Paintings of stave churches
At one time, many churches across northern Europe were constructed using load-bearing wooden posts termed staves, hence are known as stave churches. It’s thought that in Norway alone there used to be as many as two thousand. As they were built of wood rather than stone, fire was a danger, and between those that burned down and others that were replaced by more modern structures, there are now only thirty-one original stave churches remaining, all except three being in Norway. They have seldom been painted, and in this article I show paintings known to depict real churches from two Norwegian artists, and a relative from the Carpathian Mountains in Ukraine.

JC Dahl’s Landscape in Kaupanger with a Stave Church from 1847 employs a little deception as the real church at Kaupanger had been modified structurally and looked quite different at the time. He therefore substituted the stave church at Vang, which had recently been dismantled.
Vang stave church had been built in the Middle Ages, and by 1832 was too small and in urgent need of structural repair. The local council had decided to demolish and replace it, and in 1839 JC Dahl intervened to save it. The artist bought the church at a public auction in 1841, and persuaded the then Crown Prince Friedrich Wilhelm of Prussia to pay for the building’s removal, transportation and reconstruction in the remote village of Karpacz Górny in the Giant Mountains in Silesia. It has remained there ever since, serving a Polish Lutheran community, and attracts nearly a quarter of a million visitors each year.
The Norwegian artist Harriet Backer painted interiors of several Norwegian churches, including the stave church at Uvdal. This was built just after 1168, on the remains of an earlier church. It was expanded during the Middle Ages, and again in 1684, 1722 and 1819. Much of its internal decoration was undertaken in 1656, and extended as the building grew. It was taken out of regular use in 1893, and when Backer visited it services took place during the summer. It remains one of the finest decorated churches in northern Europe, and has been lovingly preserved.

Backer’s external view of Uvdal Church and Cemetery from 1906 is a faithful account of what from the outside looks quite a plain building. But once you get inside it, you enter another world.

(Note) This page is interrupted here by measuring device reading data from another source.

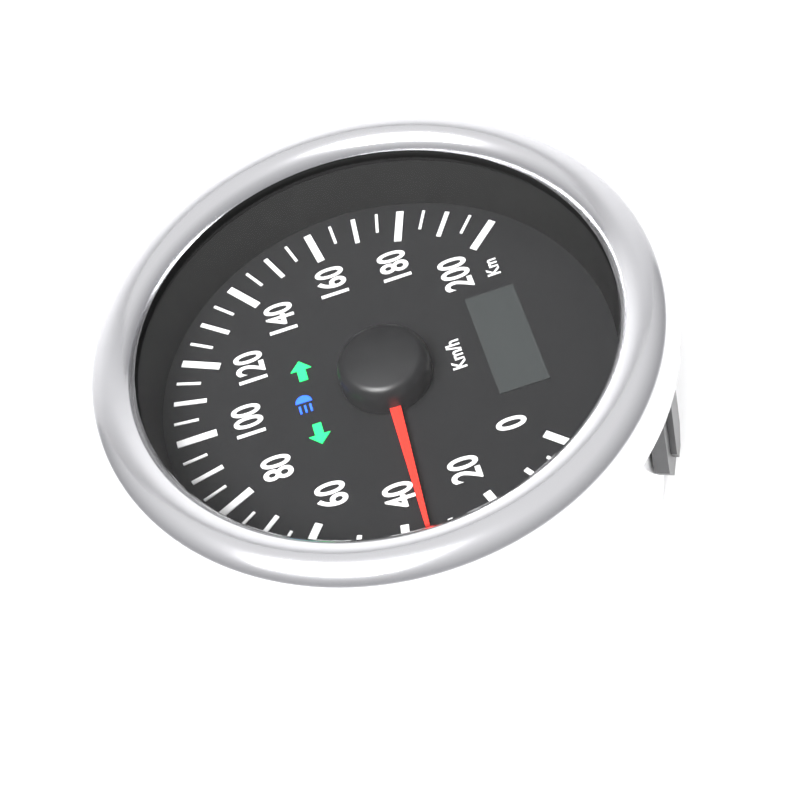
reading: 35 km/h
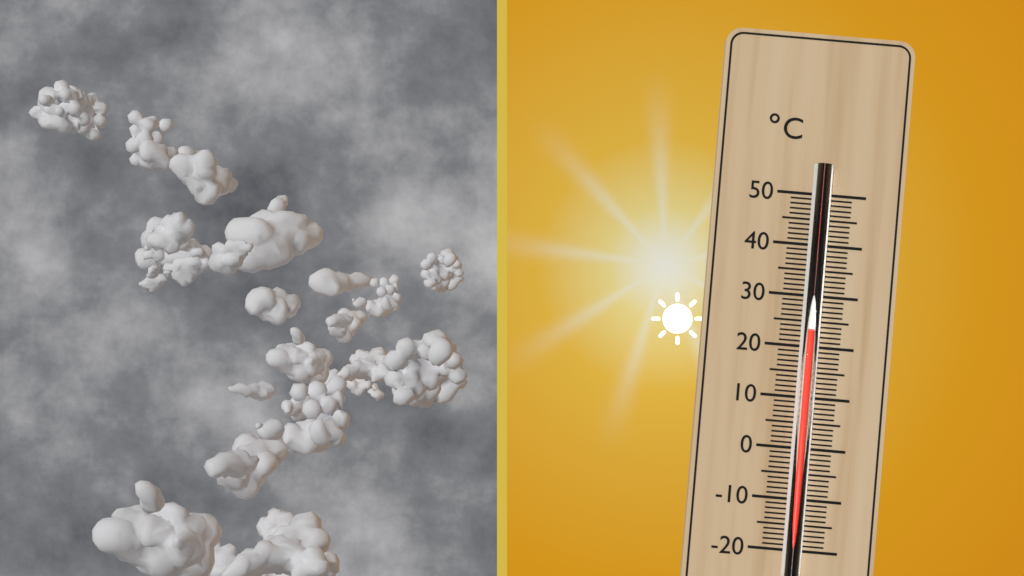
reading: 23 °C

Backer’s Uvdal Stave Church from 1909 does its rich decoration justice. Her brilliantly coloured view of the interior is lit from windows behind its pulpit, throwing the brightest light on the altar. The walls and ceiling are covered with images and decorations, which she sketches in, manipulating the level of detail to control their distraction. Slightly to the left of centre the main stave is decorated with rich blues, divides the canvas, but affords us the view up to the brightly lit altar. To the left of the stave a woman, dressed in her Sunday finest, sits reading outside the stalls.

The Altar at Uvdal Stave Church, painted the same year, shows the altar from one side, with its painting of the Last Supper hanging above the table, and more decorative work over the walls and ceiling. These have been painstakingly restored in the years since.
Although externally they may appear similar, wooden churches in the Carpathian Mountain region of Ukraine and Poland are structurally distinct, as they don’t rely on staves, but are built from horizontal logs.

At the end of his training in Munich, Teodor Axentowicz paid his first visit to the lands of the Hutsul people, in the Carpathian Mountains of Ukraine. His oil painting of a Hutsul Funeral from 1882 shows the Hutsul in the rigours of winter, the coffin being towed on a sledge behind a cart, and the mourners clutching candles as they make their way through the snow to the wooden tserkva in the distance.
Further reading
Stave church on Wikipedia
Uvdal Stave Church, Wikipedia
Tserkvas of the Carpathians, Wikipedia.